Washington Nationals at Cincinnati Reds: Final Score & Recap
Line Score
| Team | 1 | 2 | 3 | 4 | 5 | 6 | 7 | 8 | 9 | R | H | E |
|---|---|---|---|---|---|---|---|---|---|---|---|---|
| WSH | 0 | 0 | 2 | 1 | 4 | 0 | 0 | 2 | 1 | 10 | 13 | 2 |
| CIN | 0 | 0 | 0 | 2 | 0 | 0 | 0 | 0 | 2 | 4 | 10 | 0 |
The Story
The Washington Nationals erased Cincinnati's pre-game edge and pulled away for a 10-4 victory at Great American Ball Park on May 12, 2026, handing the Reds a result the DiamondIQ model had assigned a 59 percent home win probability before first pitch. Washington's offense was quiet through the first two innings before scratching across two runs in the third, and the game turned decisively in the fourth and fifth frames. The Nationals finished with 13 hits against two errors of their own, while Cincinnati committed none but could not recover from a sequence of momentum-shifting at-bats.
The fourth inning proved pivotal in opposite directions. JJ Bleday drew a walk off Miles Mikolas that added 13.0 percent to Washington's win probability, and though Tyler Stephenson reached on a fielder's choice off Brad Lord to push the Reds' probability up 10.9 percent, Ke'Bryan Hayes immediately grounded into a double play off Lord that swung the game 18.1 percent back toward the Nationals — the single largest win-probability shift of the contest. Washington then broke the game open in the top of the fifth, when Daylen Lile connected on a home run off Luis Mey for a 14.8 percent swing, followed by Luis García Jr.'s home run off Sam Moll for another 11.2 percent shift. Those back-to-back blows gave Washington a commanding cushion and accounted for four of the five biggest plays of the game.

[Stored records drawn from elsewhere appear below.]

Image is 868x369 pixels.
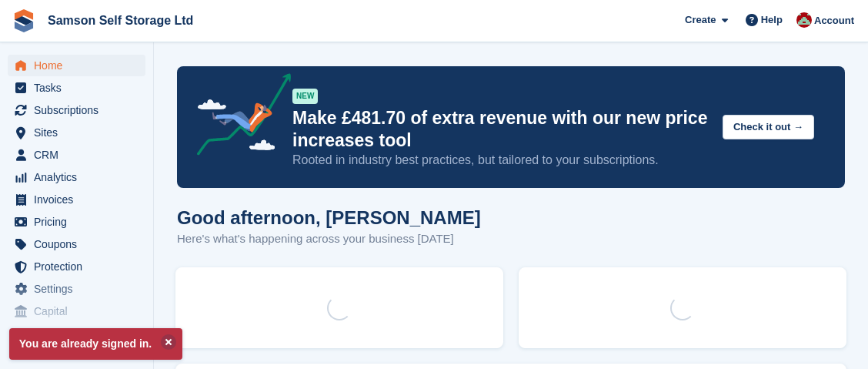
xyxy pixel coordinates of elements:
span: Subscriptions [34,99,127,121]
a: menu [8,77,145,99]
span: Tasks [34,77,127,99]
p: You are already signed in. [9,328,182,360]
span: Pricing [34,211,127,232]
a: menu [8,167,145,188]
a: menu [8,278,145,299]
h1: Good afternoon, [PERSON_NAME] [177,207,480,227]
p: Make £481.70 of extra revenue with our new price increases tool [292,107,710,152]
span: Account [814,13,854,28]
button: Check it out → [723,115,814,140]
a: Samson Self Storage Ltd [41,8,199,33]
span: CRM [34,144,127,166]
span: Protection [34,256,127,278]
span: Help [761,13,783,27]
span: Sites [34,122,127,143]
span: Home [34,55,127,76]
p: Here's what's happening across your business [DATE] [177,230,480,248]
a: menu [8,233,145,255]
img: price-adjustments-announcement-icon-8257ccfd72463d97f412b2fc003d46551f7dbcb40ab6d574587a9cd5c0d94... [184,73,291,161]
p: Rooted in industry best practices, but tailored to your subscriptions. [292,152,710,169]
a: menu [8,144,145,166]
div: NEW [292,88,318,104]
a: menu [8,211,145,232]
a: menu [8,99,145,121]
a: menu [8,300,145,322]
a: menu [8,55,145,76]
span: Create [684,13,716,27]
span: Analytics [34,167,127,188]
a: menu [8,122,145,143]
img: Ian [796,13,812,27]
span: Invoices [34,188,127,210]
img: stora-icon-8386f47178a22dfd0bd8f6a31ec36ba5ce8667c1dd55bd0f319d3a0aa187defe.svg [13,9,35,32]
a: menu [8,188,145,210]
span: Capital [34,300,127,322]
span: Coupons [34,233,127,255]
a: menu [8,256,145,278]
span: Settings [34,278,127,299]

Lile finished as the game's most impactful offensive performer, posting a combined 26.1 percent WPA and a RE24 of plus-3.2. García added 22.8 percent WPA and plus-1.9 RE24, while Bleday contributed 14.3 percent WPA and a game-high RE24 of plus-3.4. On the pitching side, Brad Lord led Washington's staff with 12.4 percent WPA, and the Nationals tacked on two insurance runs in the eighth before Cincinnati's pair in the ninth made the final margin 10-4. The DiamondIQ model favors Washington's offensive depth in close situations, and that edge materialized emphatically on Tuesday night.